My goal of these Erlang Thursday’s for the next while will be to show off the “corresponding” functions in Erlang for the Ruby methods I highlight on Tuesday. I am hoping that by having these Erlang Thursday line up with the Ruby Tuesday for the week, that I can make Erlang be less foreign and intimidating by establishing a common thread of discussion.
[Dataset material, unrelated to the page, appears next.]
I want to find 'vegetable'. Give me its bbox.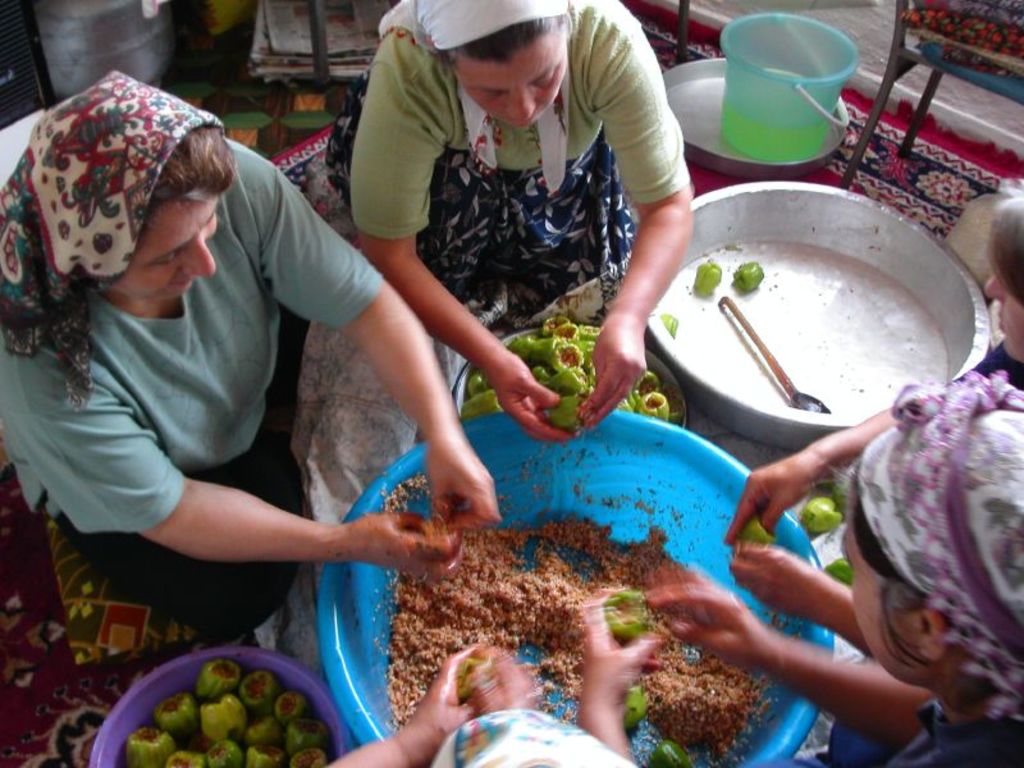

I would love to know your thoughts on how well this secondary goal is working for you the reader.

That being said, since I talked about Ruby’s Range this week, today’s Erlang function is lists:seq/2 and lists:seq/3.

If you remember from the sidebar of last weeks Erlang Thursday, the number at the end of the function name means the arity (number of arguments) of the function.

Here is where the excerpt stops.